This year, 105 Australians have died from the flu.
26 Victorians.
25 Queenslanders.
37 New South Welshman.
17 South Australians.
Annique’s 61-year-old uncle Mark was one of these numbers.
He died one week ago.
Listen to Annique’s story on The Quicky. Post continues after podcast.
“I might be coming down with something,” Mark had told Annique when she’d invited him around on Mother’s Day. “I feel a bit off.”
Three days later, the family checked in on him. “Do you need anything?” they asked.
“No no, I am fine, I don’t want you to catch it, but I am definitely out of the woods, I feel so much better, I am going to cook up a nice meal tonight,” he replied.
Two days later, he collapsed in the bathroom.
The next morning he was in the ICU on life support.
“His kidneys are failing,” the family was told by Mark’s shocked doctor who had only done a full panel of normal bloods two weeks earlier.
The next day, Sunday, he started to turn blue.
“We couldn’t fathom what we were looking at, just a week ago he was uncle Mark, he was bubbly, he was bright,” Annique told The Quicky.
On the Monday, the family was told to say goodbye, and made the excruciating decision to remove his life support tubes.
Mark took one breath, and died.
The cruel irony was he had booked in for his flu shot that very day.
In two weeks, Mark came down with and died from influenza A.
It’s highly contagious and can be spread to anyone in a six foot radius in one cough or sneeze.
Health authorities around the country are begging Australians to get the flu shot.
Diagnoses are currently twice the five year average and that’s just counting those who are going to their GP.
Why is it so high?
Because the flu is ever evolving and hard to predict year on year.
“The influenza vaccine is designed to cover all the strains of the virus that cause illness but they come in many different types,” Professor Kanta Subbarao from the World Health Organisation’s collaborative centre for influenza research told The Quicky.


- _TRY IT_: Only lines with the string "item" should be returned from the data below.

§ §

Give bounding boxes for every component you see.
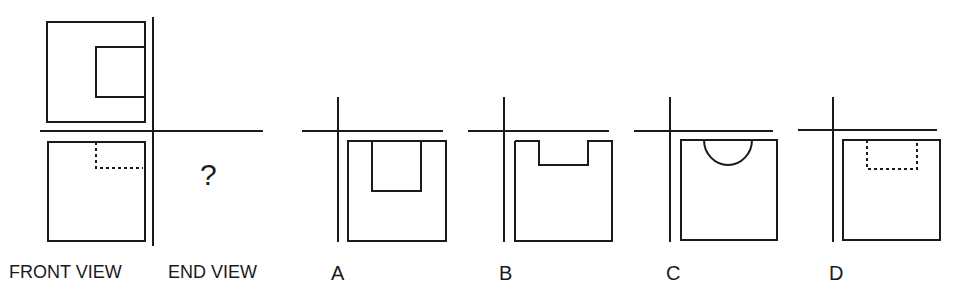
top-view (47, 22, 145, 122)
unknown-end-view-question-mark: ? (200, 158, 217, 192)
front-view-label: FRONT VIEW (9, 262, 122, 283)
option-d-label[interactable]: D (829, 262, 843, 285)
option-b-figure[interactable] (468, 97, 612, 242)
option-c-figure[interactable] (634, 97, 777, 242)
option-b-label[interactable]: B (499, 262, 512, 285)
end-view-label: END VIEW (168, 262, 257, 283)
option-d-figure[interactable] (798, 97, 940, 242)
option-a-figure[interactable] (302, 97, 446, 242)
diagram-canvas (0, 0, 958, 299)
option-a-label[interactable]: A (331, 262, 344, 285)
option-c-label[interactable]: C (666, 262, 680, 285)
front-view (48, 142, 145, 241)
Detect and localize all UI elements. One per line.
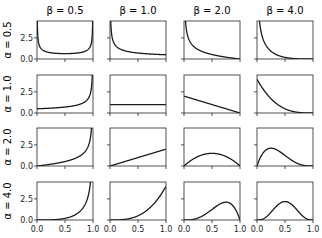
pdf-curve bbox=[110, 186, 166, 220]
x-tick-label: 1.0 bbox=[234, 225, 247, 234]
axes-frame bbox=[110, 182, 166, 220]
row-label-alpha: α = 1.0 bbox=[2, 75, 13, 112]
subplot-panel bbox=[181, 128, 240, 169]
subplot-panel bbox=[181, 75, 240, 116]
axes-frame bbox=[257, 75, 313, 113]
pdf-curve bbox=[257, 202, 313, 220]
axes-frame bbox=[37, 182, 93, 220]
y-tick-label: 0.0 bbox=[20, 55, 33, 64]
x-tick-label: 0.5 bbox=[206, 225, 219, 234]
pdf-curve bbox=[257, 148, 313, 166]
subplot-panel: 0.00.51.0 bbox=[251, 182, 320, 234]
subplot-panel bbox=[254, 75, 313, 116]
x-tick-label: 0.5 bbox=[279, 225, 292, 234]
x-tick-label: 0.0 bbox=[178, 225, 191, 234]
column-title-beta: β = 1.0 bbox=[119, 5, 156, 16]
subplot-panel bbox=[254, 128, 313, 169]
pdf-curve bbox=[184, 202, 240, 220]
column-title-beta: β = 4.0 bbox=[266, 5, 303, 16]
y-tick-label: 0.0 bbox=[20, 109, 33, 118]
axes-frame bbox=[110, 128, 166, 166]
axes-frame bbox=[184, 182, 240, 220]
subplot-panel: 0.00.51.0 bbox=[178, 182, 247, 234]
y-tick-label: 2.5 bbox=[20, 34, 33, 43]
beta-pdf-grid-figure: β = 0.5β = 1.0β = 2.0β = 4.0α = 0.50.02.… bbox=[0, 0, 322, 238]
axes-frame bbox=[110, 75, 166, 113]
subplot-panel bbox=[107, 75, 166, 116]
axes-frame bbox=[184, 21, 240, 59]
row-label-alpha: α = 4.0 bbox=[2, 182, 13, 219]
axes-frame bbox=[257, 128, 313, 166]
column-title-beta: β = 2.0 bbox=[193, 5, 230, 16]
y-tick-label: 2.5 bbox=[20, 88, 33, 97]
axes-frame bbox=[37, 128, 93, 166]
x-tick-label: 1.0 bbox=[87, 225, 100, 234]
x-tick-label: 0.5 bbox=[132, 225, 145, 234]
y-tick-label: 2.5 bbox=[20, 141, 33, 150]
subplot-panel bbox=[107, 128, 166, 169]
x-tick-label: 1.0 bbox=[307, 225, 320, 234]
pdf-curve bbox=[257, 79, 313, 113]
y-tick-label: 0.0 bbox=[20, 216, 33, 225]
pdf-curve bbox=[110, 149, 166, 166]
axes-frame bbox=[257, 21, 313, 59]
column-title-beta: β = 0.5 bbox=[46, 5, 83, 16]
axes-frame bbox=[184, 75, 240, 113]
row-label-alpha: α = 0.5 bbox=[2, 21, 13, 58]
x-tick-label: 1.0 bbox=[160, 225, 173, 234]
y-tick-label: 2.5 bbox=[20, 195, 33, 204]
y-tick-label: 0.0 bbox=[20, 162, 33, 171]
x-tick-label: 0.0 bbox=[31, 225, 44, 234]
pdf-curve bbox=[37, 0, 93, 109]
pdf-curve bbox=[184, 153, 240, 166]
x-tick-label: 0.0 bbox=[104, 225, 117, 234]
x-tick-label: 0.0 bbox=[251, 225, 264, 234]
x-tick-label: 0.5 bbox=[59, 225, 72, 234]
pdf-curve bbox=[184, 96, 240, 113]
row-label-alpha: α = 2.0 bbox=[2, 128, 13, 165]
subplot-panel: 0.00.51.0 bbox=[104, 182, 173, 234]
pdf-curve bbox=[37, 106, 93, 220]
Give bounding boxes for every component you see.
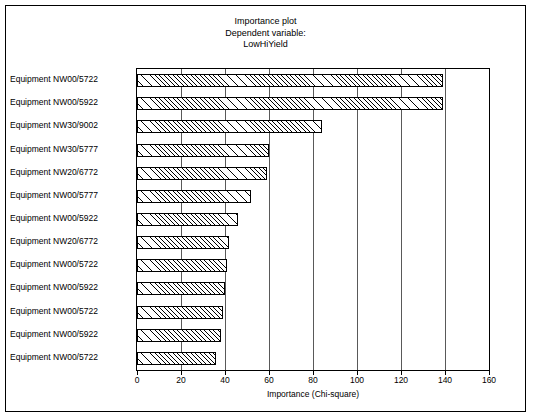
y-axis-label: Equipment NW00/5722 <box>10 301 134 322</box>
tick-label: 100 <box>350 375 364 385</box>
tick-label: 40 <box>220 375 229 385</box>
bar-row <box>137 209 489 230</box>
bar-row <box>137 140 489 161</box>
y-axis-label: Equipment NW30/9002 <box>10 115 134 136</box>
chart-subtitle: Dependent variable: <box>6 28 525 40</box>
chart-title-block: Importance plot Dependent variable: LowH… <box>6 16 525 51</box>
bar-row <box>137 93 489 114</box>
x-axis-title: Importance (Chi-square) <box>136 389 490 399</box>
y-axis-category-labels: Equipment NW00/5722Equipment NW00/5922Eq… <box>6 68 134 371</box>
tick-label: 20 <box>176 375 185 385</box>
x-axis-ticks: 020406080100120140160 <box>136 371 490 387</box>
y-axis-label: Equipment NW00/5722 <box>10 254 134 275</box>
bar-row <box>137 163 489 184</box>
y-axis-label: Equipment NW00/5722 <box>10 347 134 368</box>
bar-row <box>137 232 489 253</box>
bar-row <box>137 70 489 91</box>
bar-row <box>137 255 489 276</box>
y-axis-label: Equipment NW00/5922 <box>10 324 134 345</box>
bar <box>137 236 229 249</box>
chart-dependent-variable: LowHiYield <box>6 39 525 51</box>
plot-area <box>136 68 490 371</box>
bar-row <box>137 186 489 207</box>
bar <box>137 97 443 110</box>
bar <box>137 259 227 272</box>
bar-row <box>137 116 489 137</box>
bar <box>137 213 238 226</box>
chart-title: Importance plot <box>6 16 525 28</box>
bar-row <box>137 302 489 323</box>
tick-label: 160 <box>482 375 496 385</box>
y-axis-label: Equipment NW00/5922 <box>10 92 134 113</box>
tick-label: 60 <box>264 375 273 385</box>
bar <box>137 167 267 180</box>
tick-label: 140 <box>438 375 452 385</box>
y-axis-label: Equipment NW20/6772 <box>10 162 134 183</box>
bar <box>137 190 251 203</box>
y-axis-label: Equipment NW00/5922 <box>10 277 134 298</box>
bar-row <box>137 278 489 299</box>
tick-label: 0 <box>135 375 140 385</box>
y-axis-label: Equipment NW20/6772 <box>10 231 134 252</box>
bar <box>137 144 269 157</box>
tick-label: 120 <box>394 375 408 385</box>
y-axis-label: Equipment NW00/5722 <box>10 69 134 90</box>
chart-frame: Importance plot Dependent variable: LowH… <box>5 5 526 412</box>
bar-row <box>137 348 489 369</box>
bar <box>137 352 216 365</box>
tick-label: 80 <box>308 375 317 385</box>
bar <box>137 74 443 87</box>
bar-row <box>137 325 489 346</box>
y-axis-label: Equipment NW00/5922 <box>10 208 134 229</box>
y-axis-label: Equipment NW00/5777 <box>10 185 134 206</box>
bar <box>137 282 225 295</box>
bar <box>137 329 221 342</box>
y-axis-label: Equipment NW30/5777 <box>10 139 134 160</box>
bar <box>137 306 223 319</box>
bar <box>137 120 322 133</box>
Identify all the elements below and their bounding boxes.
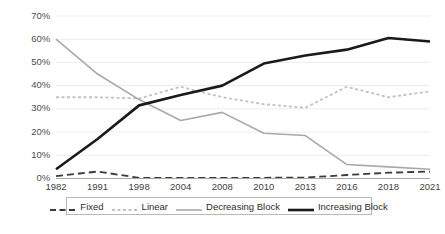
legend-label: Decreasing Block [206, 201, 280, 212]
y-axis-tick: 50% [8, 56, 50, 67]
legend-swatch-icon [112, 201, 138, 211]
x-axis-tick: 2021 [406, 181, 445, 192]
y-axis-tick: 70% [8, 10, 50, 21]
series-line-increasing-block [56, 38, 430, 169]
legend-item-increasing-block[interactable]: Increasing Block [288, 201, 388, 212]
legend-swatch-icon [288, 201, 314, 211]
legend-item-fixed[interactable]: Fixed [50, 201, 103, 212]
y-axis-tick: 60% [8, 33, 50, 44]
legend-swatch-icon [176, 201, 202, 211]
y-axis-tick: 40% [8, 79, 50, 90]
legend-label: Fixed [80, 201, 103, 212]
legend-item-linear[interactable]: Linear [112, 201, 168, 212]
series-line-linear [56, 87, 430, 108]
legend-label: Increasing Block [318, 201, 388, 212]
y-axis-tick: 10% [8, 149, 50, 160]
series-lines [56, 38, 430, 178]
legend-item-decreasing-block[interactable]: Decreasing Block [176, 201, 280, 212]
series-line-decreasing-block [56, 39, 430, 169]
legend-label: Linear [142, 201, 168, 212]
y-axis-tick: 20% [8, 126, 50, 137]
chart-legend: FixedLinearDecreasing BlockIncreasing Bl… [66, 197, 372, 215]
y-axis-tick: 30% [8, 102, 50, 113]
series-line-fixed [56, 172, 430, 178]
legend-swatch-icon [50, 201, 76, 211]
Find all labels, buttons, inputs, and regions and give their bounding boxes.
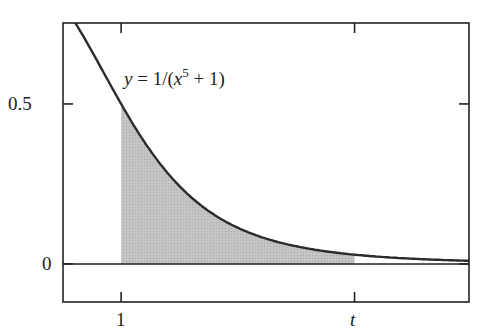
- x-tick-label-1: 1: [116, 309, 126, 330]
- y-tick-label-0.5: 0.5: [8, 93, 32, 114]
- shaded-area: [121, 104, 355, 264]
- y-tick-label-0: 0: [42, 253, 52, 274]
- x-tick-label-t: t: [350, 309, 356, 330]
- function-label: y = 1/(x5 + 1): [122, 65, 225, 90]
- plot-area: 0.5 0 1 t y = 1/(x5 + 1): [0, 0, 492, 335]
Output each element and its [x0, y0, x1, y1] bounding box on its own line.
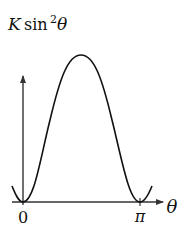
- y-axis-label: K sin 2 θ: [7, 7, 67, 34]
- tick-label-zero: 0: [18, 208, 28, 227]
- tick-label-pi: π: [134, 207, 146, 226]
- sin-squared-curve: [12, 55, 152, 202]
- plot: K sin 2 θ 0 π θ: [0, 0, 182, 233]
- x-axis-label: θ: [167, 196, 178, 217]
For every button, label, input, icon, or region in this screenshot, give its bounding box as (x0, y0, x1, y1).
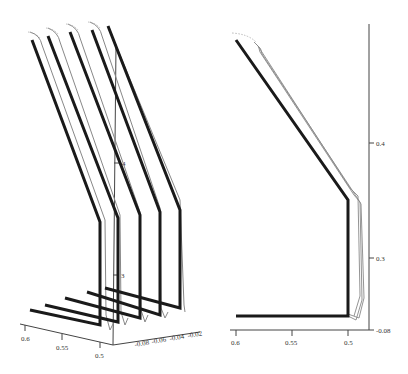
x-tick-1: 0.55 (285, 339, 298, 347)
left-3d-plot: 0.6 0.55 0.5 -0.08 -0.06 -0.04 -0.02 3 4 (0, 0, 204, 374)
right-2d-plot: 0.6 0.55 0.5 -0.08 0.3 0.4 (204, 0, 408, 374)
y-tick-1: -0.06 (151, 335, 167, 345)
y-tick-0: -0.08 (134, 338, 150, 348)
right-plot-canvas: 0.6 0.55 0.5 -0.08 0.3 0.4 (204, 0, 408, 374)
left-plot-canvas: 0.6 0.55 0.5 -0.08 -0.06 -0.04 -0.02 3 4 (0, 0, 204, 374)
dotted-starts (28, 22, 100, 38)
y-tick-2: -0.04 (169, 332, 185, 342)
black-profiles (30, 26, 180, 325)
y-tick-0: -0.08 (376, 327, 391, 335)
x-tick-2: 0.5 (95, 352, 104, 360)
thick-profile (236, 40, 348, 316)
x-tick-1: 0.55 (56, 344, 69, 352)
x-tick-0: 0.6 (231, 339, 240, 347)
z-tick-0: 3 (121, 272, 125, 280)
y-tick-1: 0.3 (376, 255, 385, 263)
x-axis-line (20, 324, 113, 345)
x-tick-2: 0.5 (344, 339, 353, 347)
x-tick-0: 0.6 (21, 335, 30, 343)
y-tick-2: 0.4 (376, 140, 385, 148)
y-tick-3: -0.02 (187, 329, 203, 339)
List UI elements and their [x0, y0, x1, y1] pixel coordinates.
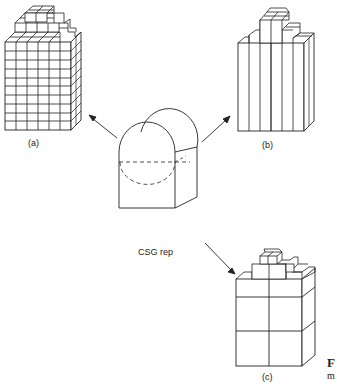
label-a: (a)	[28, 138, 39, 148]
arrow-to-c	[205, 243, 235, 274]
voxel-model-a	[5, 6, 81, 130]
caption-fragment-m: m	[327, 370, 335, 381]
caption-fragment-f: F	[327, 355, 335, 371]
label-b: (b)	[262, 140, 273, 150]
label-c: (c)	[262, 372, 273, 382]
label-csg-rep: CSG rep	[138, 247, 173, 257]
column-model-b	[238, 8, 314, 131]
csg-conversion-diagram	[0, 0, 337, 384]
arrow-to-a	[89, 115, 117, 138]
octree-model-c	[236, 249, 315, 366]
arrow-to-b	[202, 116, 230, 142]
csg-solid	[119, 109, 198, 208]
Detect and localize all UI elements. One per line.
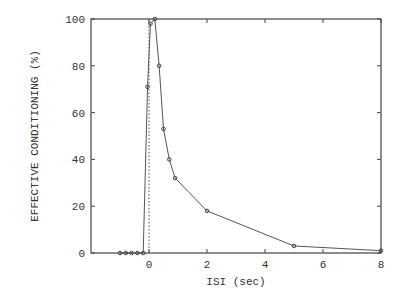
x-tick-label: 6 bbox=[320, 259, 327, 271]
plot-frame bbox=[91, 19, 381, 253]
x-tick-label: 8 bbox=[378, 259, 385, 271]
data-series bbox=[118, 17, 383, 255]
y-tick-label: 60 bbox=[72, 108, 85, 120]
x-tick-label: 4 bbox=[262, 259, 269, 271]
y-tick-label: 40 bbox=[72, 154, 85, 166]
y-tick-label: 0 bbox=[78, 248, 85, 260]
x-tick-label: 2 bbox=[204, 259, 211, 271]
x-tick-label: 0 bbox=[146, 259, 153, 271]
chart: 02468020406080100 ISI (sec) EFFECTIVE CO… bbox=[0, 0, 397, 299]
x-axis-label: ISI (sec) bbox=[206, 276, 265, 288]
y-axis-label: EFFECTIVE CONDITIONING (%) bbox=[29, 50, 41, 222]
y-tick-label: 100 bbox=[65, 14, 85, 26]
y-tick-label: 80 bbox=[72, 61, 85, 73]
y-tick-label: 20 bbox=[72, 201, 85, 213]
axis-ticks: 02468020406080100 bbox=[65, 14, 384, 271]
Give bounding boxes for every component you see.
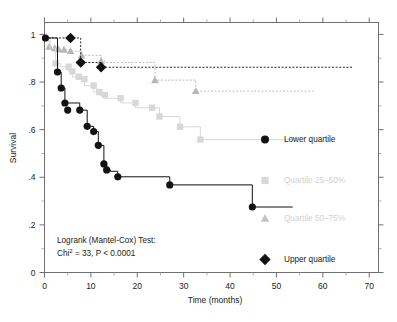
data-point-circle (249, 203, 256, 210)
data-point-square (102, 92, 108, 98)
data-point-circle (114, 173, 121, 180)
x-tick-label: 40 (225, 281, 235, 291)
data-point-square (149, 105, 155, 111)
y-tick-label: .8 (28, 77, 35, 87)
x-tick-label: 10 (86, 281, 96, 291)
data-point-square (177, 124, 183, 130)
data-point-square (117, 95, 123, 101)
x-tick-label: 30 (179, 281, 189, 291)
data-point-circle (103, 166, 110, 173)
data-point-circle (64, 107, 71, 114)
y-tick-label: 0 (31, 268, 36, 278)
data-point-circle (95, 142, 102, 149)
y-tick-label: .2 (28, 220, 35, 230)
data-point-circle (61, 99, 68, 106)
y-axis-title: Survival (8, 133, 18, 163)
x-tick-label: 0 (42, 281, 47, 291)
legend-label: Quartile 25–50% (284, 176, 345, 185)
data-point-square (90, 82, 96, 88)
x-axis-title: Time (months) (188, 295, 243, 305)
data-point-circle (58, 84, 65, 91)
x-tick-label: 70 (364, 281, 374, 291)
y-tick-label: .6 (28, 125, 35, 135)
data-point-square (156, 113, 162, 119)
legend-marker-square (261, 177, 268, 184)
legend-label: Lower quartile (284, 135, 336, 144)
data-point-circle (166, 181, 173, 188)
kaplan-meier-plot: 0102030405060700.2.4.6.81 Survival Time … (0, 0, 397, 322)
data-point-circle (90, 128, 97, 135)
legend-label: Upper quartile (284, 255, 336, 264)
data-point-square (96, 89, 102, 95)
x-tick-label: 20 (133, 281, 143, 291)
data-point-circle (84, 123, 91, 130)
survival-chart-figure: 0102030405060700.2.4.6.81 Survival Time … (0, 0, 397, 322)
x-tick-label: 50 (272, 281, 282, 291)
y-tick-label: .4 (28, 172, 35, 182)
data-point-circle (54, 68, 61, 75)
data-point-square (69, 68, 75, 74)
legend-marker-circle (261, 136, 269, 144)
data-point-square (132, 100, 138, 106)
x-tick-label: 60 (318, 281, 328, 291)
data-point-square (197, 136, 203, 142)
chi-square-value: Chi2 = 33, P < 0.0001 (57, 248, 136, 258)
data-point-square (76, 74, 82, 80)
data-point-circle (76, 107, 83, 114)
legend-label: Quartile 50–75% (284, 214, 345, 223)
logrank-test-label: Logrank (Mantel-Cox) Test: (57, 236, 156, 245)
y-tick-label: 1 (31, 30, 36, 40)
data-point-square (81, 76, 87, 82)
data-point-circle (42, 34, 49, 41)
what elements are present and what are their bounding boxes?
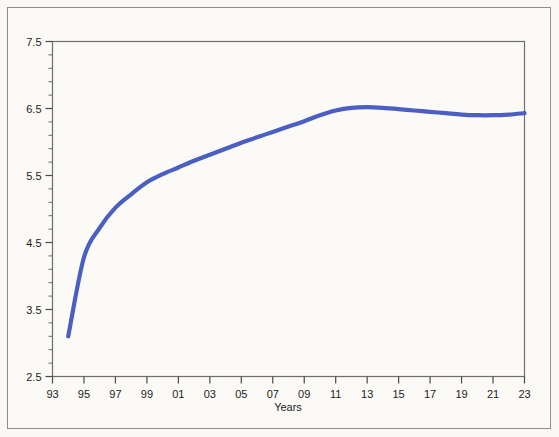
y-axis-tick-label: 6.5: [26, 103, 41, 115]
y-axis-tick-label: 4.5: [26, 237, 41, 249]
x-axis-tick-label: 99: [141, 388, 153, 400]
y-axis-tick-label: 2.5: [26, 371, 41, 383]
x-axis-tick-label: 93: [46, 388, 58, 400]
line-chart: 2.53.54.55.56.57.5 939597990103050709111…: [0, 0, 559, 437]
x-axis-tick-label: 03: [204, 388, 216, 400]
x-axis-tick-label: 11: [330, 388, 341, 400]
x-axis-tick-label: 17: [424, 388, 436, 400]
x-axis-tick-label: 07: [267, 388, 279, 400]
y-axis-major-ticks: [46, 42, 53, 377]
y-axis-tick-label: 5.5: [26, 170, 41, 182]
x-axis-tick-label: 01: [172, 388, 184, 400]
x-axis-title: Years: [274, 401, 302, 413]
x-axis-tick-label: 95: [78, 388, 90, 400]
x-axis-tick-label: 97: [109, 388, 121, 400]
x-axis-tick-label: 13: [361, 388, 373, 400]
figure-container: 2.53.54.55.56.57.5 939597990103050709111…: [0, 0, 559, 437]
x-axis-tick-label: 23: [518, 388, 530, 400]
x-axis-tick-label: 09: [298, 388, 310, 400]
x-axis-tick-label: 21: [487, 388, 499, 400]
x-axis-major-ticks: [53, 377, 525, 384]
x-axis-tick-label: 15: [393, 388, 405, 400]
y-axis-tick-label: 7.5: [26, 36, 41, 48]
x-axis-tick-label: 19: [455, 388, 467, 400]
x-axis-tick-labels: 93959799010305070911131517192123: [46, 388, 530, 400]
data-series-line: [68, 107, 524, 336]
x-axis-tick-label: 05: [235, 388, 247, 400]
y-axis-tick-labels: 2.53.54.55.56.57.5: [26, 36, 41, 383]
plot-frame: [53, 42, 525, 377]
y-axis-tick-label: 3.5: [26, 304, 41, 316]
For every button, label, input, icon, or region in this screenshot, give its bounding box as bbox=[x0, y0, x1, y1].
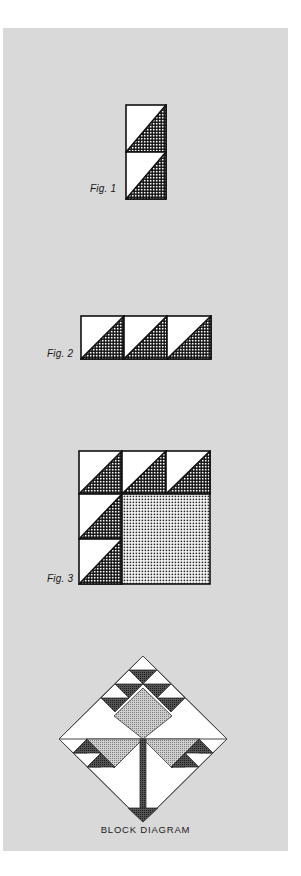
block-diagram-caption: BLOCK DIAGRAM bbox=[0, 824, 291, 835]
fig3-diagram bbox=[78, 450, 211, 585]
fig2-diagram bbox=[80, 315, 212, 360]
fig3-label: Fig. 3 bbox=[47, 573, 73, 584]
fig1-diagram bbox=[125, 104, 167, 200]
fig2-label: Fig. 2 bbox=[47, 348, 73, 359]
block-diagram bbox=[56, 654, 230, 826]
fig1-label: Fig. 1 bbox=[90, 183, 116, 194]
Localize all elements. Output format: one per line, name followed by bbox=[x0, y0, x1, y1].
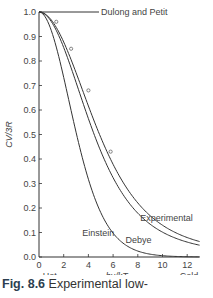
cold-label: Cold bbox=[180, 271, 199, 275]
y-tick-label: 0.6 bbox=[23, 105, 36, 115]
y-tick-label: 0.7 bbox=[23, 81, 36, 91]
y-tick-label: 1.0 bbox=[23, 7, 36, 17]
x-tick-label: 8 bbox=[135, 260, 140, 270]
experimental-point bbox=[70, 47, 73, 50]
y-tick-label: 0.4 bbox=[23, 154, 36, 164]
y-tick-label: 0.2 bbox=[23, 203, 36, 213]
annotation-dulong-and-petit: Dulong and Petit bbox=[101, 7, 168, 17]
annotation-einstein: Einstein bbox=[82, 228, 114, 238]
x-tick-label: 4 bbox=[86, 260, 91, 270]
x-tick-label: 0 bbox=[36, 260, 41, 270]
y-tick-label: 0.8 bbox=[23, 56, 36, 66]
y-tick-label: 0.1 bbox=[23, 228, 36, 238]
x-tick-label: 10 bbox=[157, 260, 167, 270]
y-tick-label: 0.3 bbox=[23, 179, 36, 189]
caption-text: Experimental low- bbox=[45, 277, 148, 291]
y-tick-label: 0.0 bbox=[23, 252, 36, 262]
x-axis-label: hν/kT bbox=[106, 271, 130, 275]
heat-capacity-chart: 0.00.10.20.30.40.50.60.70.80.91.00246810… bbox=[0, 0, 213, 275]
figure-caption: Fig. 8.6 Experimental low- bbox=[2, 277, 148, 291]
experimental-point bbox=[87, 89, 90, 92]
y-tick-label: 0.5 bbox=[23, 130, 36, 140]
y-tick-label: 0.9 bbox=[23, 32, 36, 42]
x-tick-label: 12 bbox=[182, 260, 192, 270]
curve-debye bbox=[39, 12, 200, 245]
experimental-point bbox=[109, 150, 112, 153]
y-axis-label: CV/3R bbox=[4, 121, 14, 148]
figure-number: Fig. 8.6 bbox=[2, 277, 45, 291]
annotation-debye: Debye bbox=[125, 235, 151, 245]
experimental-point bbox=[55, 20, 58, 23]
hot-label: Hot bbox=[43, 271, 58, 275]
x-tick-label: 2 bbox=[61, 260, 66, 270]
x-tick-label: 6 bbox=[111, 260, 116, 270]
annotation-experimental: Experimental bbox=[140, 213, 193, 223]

§ §

- _EXERCISE ANSWER_:
legend-item-increasing-block[interactable]: Increasing Block [288, 201, 388, 212]
legend-item-fixed[interactable]: Fixed [50, 201, 103, 212]
legend-item-linear[interactable]: Linear [112, 201, 168, 212]
legend-item-decreasing-block[interactable]: Decreasing Block [176, 201, 280, 212]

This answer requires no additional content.